The research team will take pre- and post-spill water samples to calculate the number of microorganisms currently there. Coker’s main role is to find the archaeal communities so they can be comparatively analyzed with the bacterial communities, which is the area of research focus for the other investigators. The group will employ technical advances in DNA molecular microbial community analyses — known as denaturing gradient gel electrophoresis (DGGE) and automated ribosomal intergenic spacer analyses (ARISA) — to understand ecosystem response to assaults of this scope and magnitude. They also plan to develop a model for aquatic ecosystem response at its prokaryotic base and provide a generalized approach for further studies of ecosystem response to different stressors.
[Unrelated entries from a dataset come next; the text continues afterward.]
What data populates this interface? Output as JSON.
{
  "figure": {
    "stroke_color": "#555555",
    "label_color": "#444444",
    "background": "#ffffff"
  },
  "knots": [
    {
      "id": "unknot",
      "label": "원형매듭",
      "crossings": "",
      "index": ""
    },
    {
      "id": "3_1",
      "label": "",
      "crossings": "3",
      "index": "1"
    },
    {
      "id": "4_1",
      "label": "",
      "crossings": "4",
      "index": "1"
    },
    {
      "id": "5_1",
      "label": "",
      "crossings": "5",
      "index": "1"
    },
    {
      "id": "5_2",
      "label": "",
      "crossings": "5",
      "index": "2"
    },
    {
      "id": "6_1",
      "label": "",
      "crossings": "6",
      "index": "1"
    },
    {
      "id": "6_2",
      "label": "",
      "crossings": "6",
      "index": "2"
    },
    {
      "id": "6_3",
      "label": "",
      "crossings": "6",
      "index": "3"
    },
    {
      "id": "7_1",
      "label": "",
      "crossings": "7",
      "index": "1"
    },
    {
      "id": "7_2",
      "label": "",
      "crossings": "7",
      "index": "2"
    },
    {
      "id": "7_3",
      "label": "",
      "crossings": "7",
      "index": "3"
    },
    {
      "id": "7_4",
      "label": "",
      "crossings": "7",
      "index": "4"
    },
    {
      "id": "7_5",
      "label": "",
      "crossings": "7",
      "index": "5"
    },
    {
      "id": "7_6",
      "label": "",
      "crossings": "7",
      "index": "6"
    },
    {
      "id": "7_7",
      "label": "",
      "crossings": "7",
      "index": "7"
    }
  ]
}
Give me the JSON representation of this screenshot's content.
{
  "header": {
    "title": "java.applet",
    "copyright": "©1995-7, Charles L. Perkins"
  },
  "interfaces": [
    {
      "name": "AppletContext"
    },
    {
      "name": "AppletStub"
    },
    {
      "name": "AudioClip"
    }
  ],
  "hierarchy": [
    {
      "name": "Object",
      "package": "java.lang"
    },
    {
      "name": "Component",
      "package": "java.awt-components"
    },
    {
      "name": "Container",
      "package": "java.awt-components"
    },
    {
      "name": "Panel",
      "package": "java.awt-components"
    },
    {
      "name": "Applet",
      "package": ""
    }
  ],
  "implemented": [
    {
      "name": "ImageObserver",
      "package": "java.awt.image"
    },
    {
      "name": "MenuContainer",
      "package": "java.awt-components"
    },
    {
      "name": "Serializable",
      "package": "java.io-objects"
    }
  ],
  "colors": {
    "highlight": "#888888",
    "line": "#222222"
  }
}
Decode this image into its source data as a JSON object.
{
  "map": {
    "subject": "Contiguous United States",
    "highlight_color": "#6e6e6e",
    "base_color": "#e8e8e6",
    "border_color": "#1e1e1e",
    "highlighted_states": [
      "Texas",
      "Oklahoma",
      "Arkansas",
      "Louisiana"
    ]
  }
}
Coker knows there are three big microbial players — Alcanivorax, Vibrio and Pseudomonas — he expects to see. Alcanivorax is known especially for its ability to degrade oil.

“One of the reasons the dispersant was spread throughout the Gulf after the spill was because it’s thought that it breaks the oil apart well enough to enable these microbes to chew it up and bioremediate it,” Coker says. “The real data behind that is a little bit sketchy. However, we know about Alcanivorax, Vibrio and Pseudomonas, and we know they do all of this on the surface or close to the surface because they need oxygen in order to break apart the oil and to grow. The question is, what’s further down in the water that’s getting rid of the oil — or is there anything getting rid of it? We believe there is, but they haven’t been discovered yet or studied as well as the big three.”

The ultimate goal

The communities of bacteria in the ocean naturally primed to bioremediate or remove the oil work at a much slower rate than researchers prefer.

Coker points to the 1978 Amoco Cadiz oil spill off the coast of France as an example. At the time, it was the largest oil spill of its kind in history. Coker says it took almost a year for the microbes to remove the near 220,000 tons of light crude spilled by the tanker.

“The microbes idea of using all of this oil up is on the scale of months, years and decades,” he says.

That’s one reason why this current research work is important.

The idea of trying to do bioremediation in waters all over the world has been around for a long period of time. One of the first patents taken out on any sort of microbial species was on an organism thought to be good at degrading oil. And spraying oil spills on sand with dispersant has shown that it will help stimulate bioremediation.

Scientists hope to eventually create an environmentally friendly microbe from scratch that will degrade the oil, possibly using it in addition to or instead of a sprayed dispersant like that used in the Gulf spill.

“That’s the long term, ultimate goal — to create a microbe that would take care of all of it,” Coker says. “There are some problems with that. There already are microbial groups there that do this, and they are adapted to live in that environment. So if you’ve got some outsider coming in, they’re probably going to have a harder time out competing the ones that are already using the oil as a food source. There are still many questions, but it’s something many researchers are looking into.”

Funding for the SGER is for one year, and Coker and the other collaborators hope to have their work completed early next year.